● **Goal of the exercise**
The job is to output exactly the lines that run from the start of the entries through the line containing "Task: Click on the layer-name: レイヤー 1", pictures omitted.

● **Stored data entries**
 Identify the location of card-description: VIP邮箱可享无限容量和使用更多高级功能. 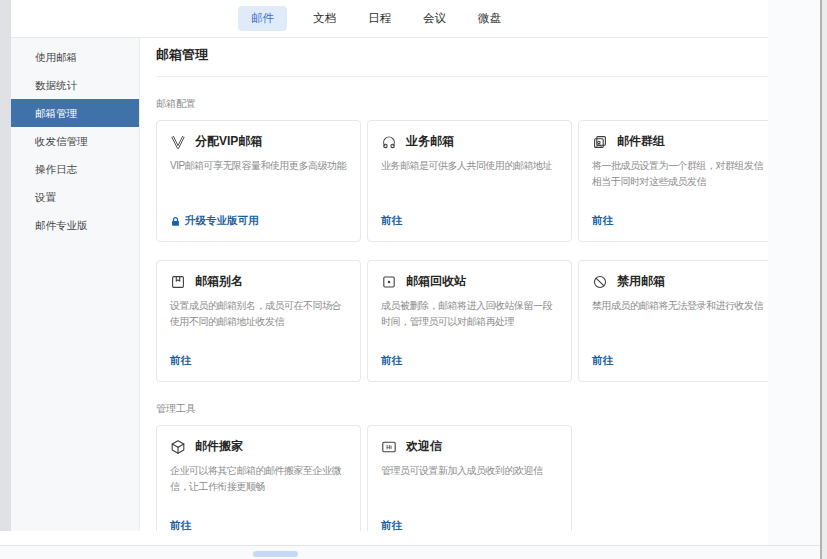
(258, 166).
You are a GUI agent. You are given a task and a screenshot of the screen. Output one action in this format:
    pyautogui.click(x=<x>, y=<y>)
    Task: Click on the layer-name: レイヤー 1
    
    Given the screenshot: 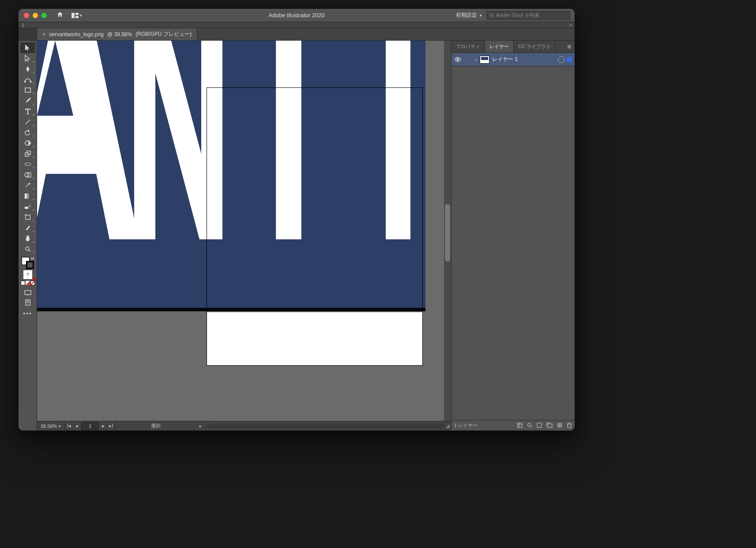 What is the action you would take?
    pyautogui.click(x=505, y=59)
    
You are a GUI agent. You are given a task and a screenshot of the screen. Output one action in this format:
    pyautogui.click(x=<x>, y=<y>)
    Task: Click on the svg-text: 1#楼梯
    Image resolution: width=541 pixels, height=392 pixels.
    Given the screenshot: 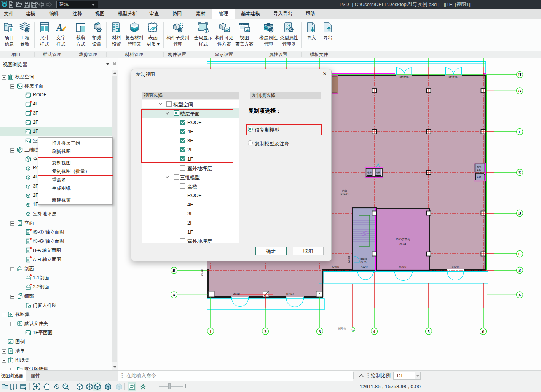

● **Final answer**
 Identify the location of card-description: VIP邮箱可享无限容量和使用更多高级功能. 
(258, 166).
You are a GUI agent. You are given a task and a screenshot of the screen. Output one action in this format:
    pyautogui.click(x=<x>, y=<y>)
    Task: Click on the layer-name: レイヤー 1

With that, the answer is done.